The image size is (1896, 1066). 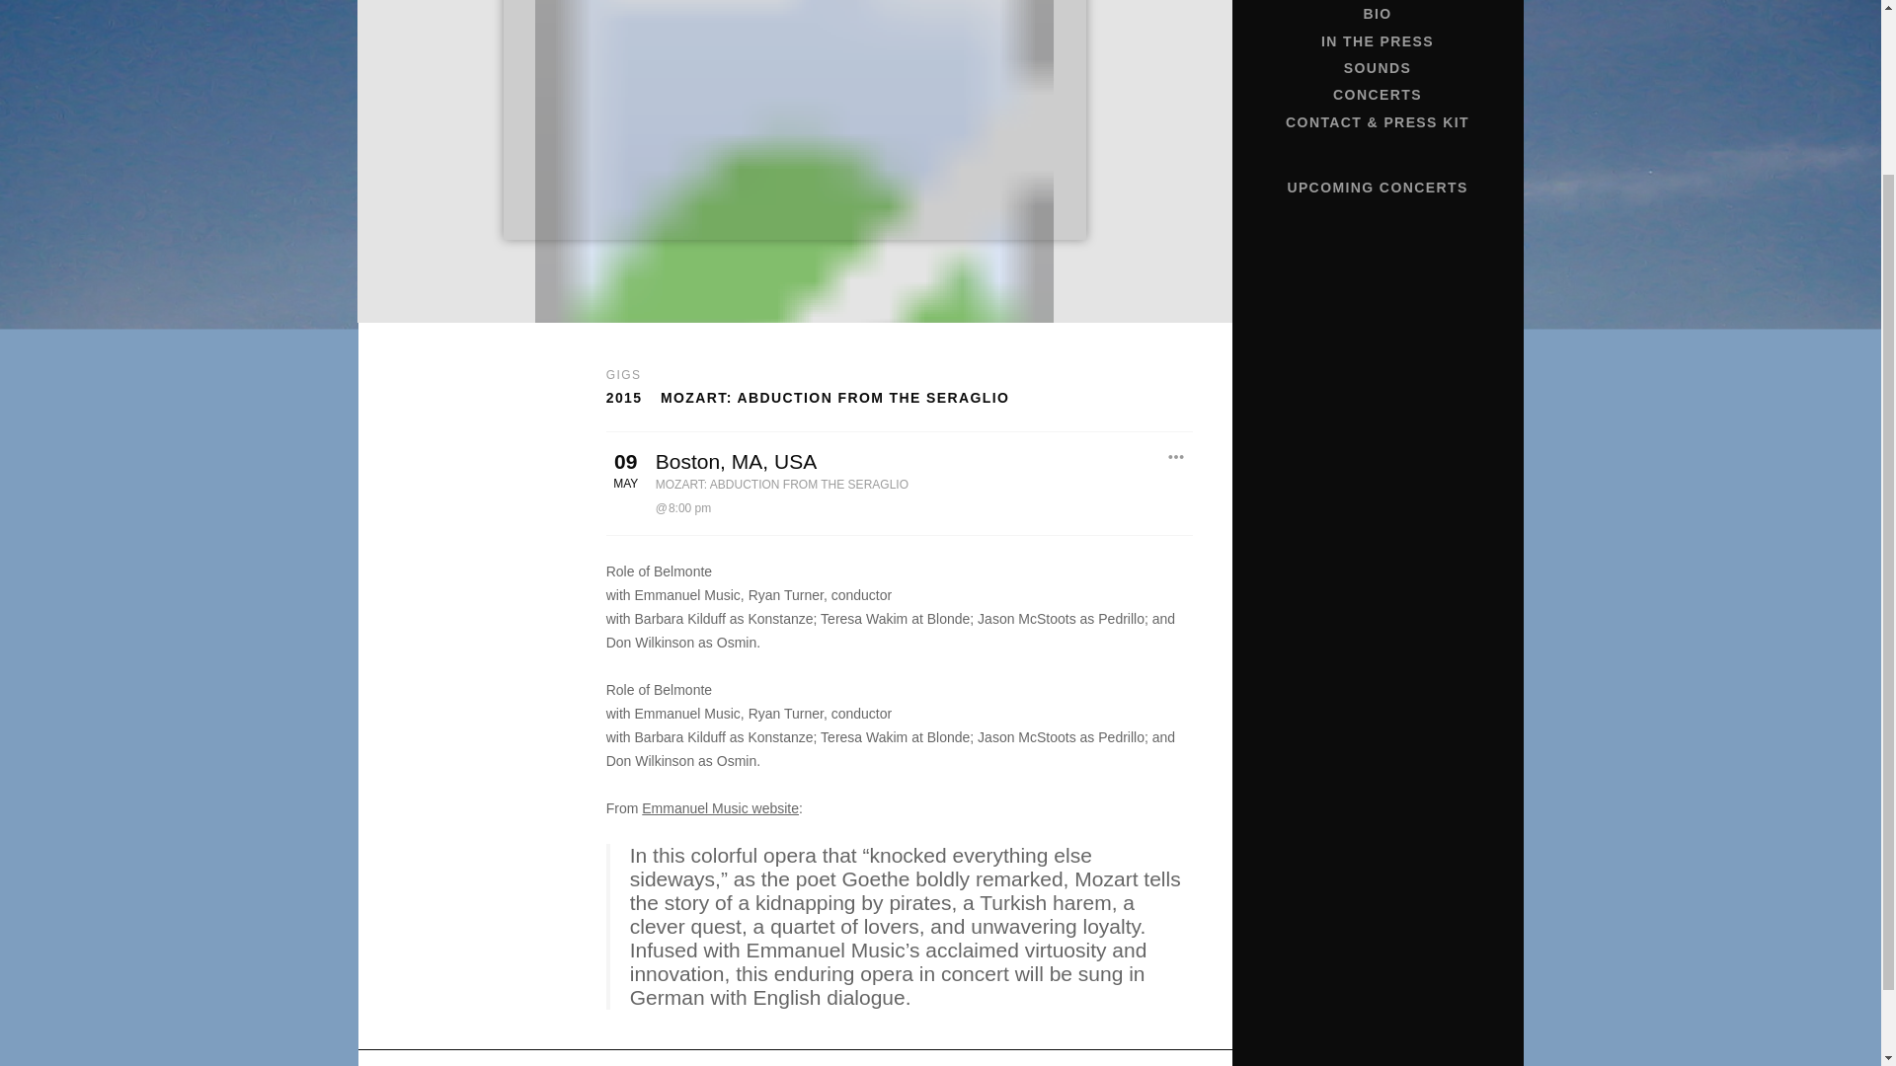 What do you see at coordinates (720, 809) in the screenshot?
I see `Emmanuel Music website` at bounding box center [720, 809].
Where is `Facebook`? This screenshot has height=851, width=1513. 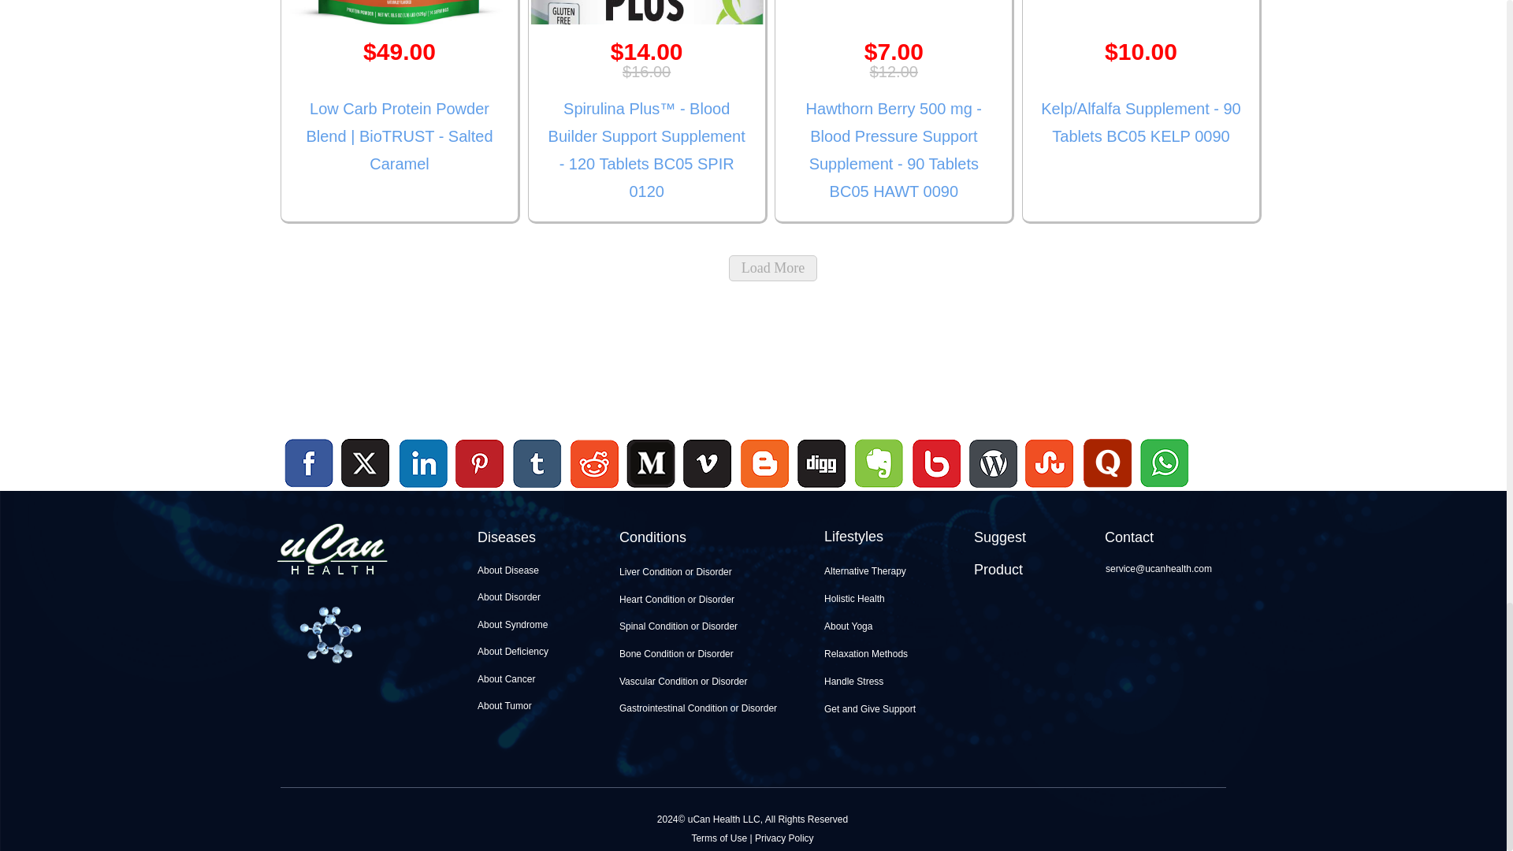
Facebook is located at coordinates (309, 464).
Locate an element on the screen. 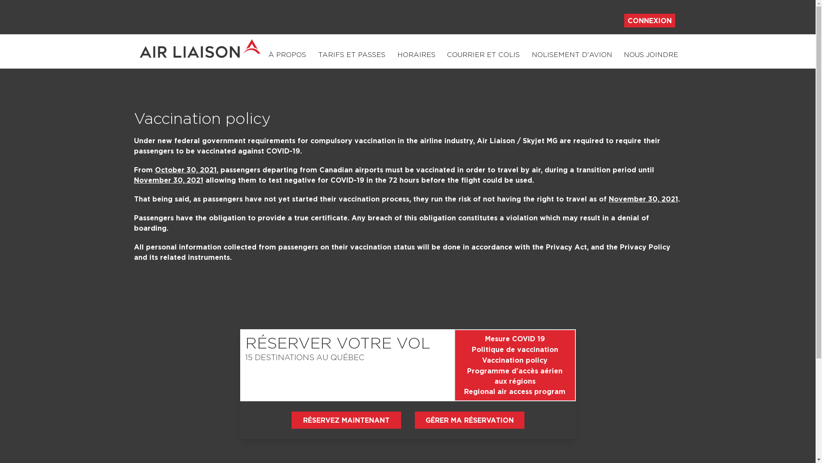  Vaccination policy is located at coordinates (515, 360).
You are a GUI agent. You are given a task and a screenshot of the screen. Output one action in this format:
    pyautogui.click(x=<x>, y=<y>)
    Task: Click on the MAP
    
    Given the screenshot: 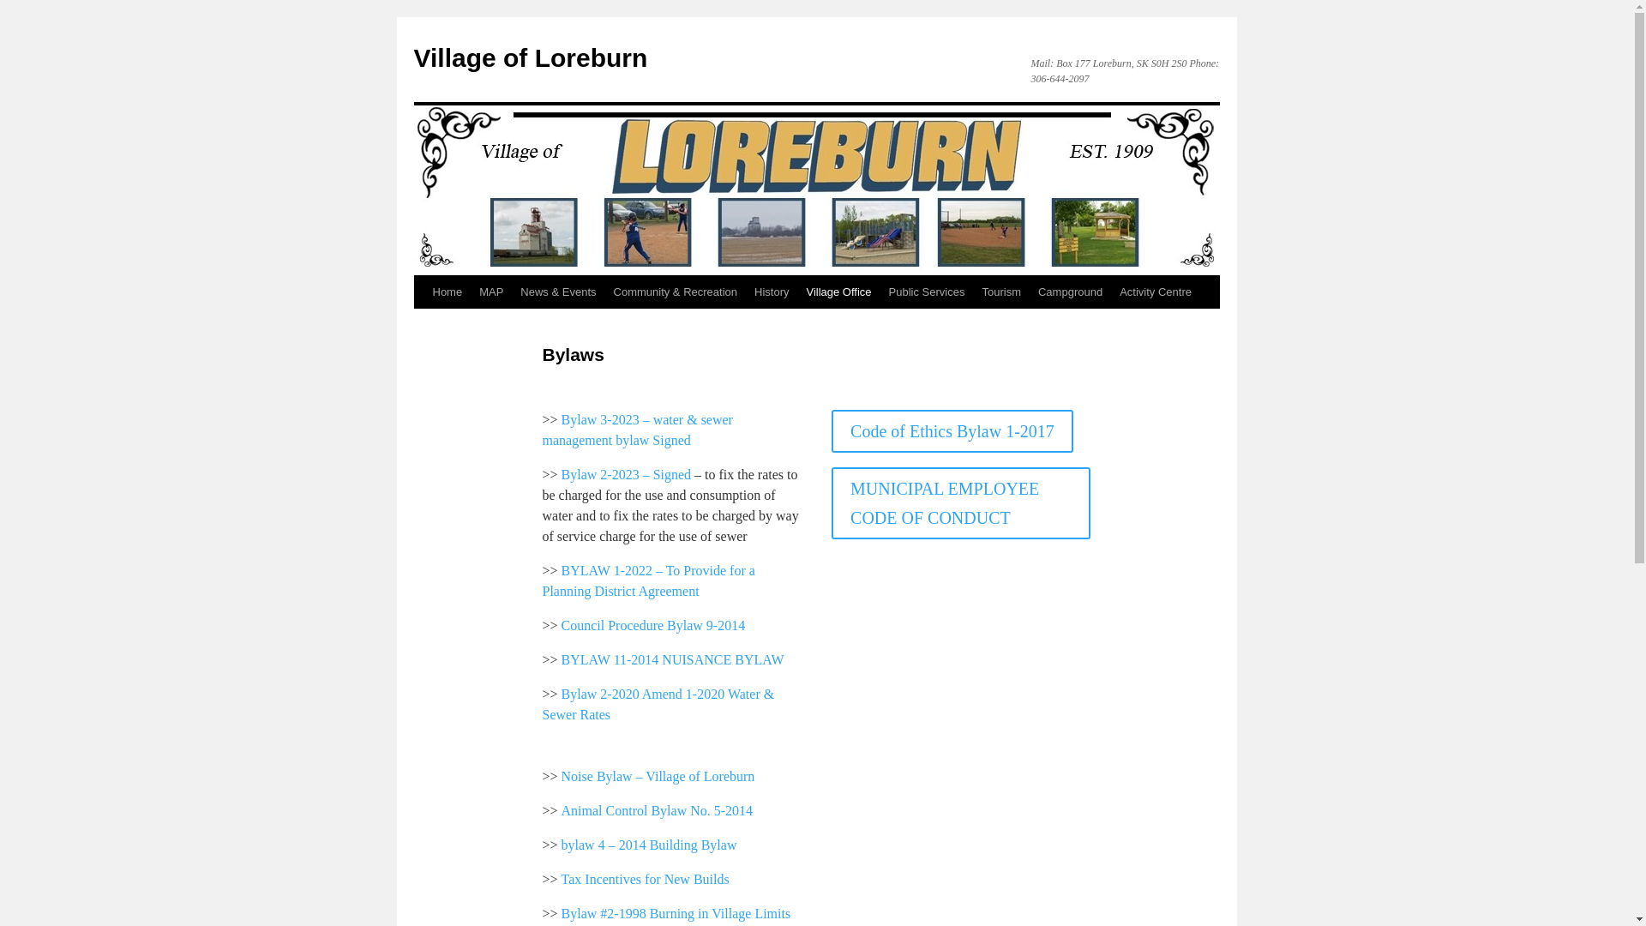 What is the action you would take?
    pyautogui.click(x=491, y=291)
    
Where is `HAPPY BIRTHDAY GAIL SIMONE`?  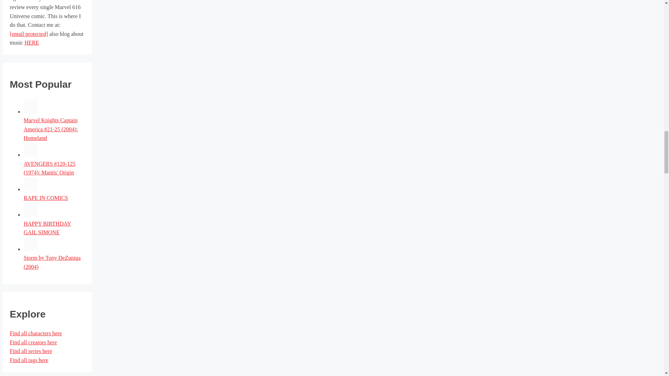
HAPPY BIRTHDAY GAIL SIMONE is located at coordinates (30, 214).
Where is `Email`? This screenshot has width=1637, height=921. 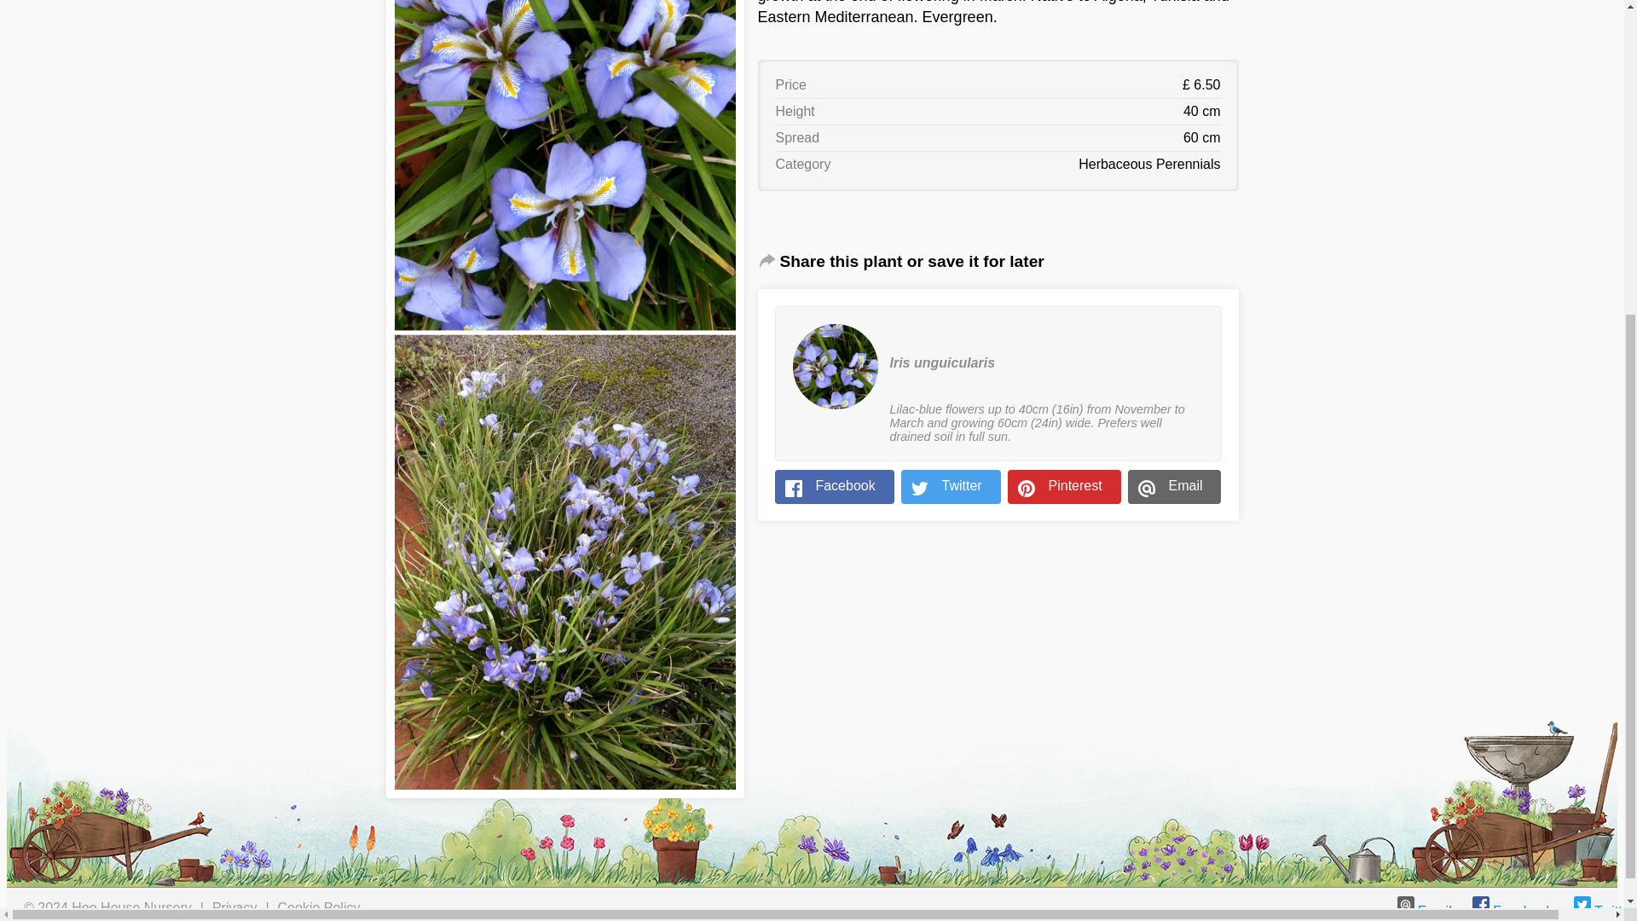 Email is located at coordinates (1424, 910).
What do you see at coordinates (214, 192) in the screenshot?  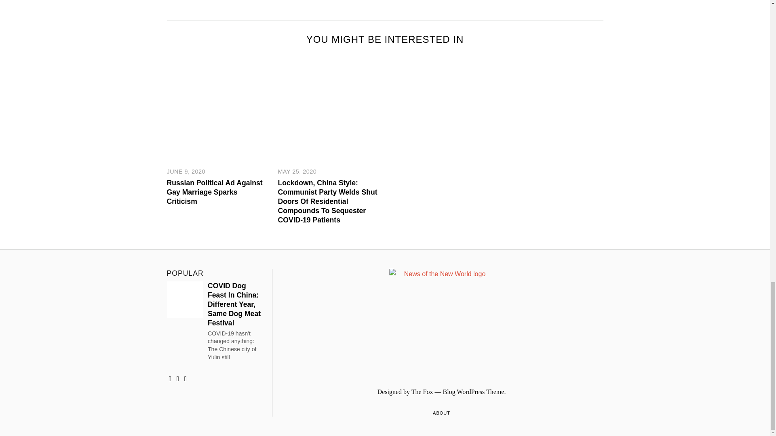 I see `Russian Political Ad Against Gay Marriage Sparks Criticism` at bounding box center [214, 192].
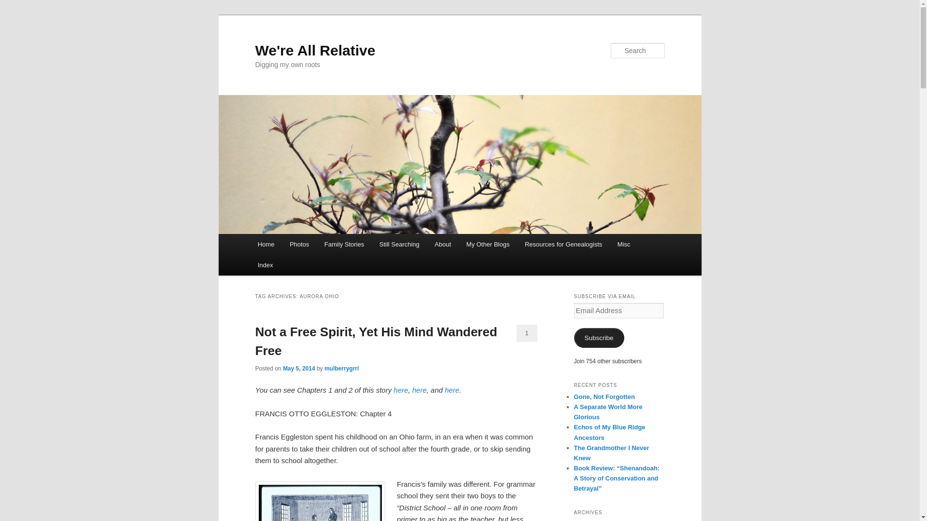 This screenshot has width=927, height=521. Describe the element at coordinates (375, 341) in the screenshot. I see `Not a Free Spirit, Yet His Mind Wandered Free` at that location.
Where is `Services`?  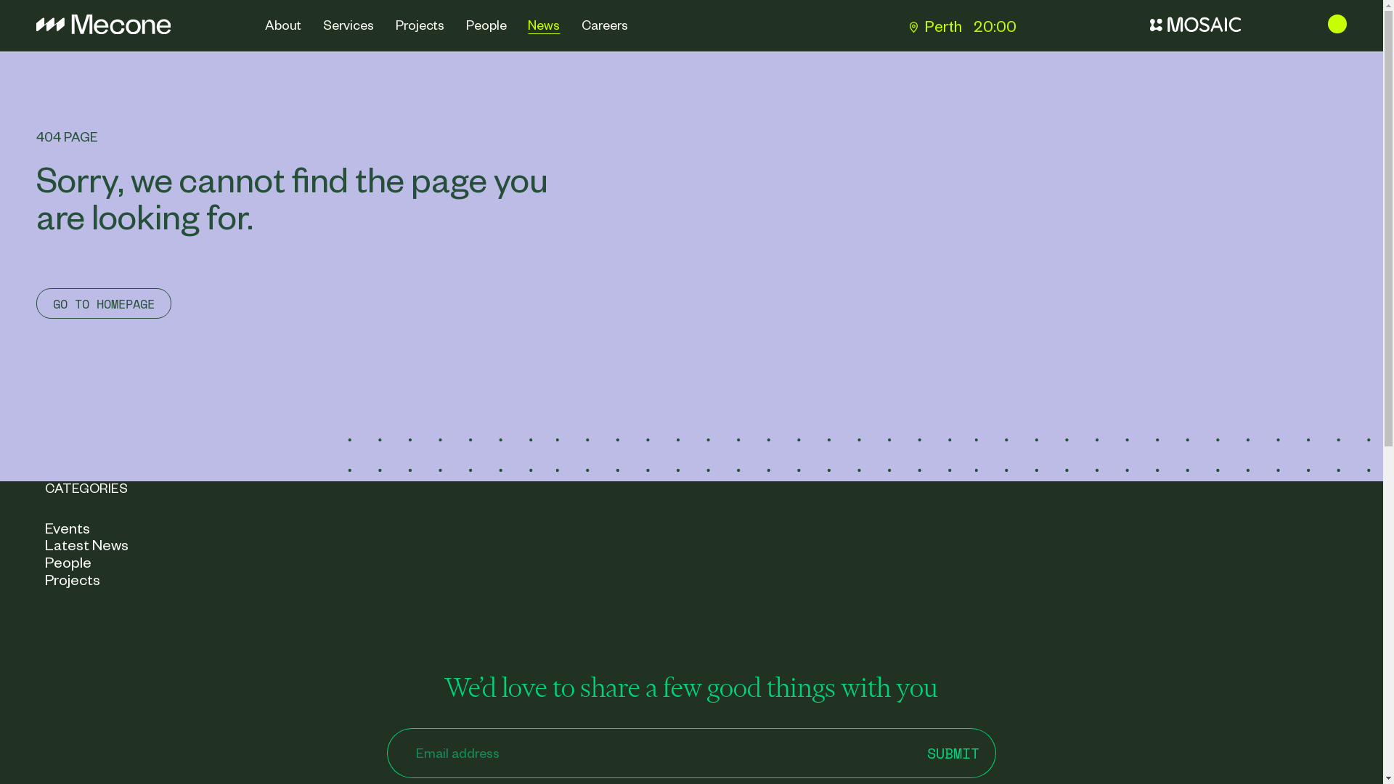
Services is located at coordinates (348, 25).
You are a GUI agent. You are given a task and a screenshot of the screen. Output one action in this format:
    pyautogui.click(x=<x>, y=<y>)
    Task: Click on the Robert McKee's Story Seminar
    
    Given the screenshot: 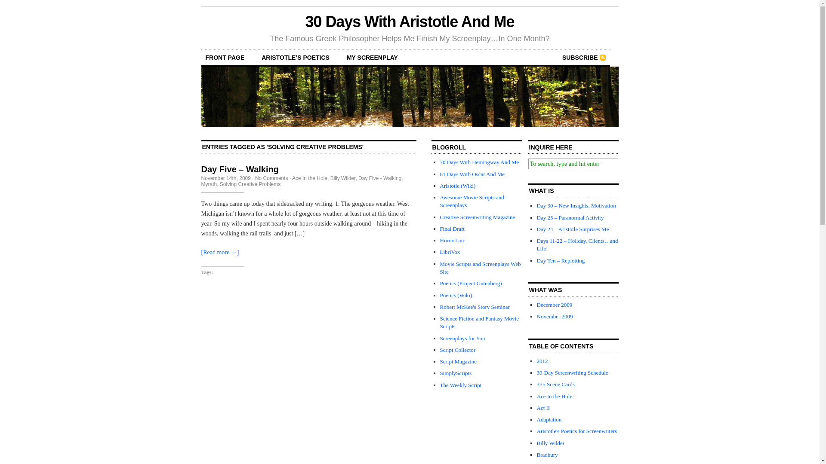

○ ○ ○ ○ ○

**Task requirements**: Your copy should hold exactly the lines from the one with "Task: Click on the Robert" through the final line of the records, both ends included, and no pictures.

**Response box**:
    Task: Click on the Robert McKee's Story Seminar
    
    Given the screenshot: 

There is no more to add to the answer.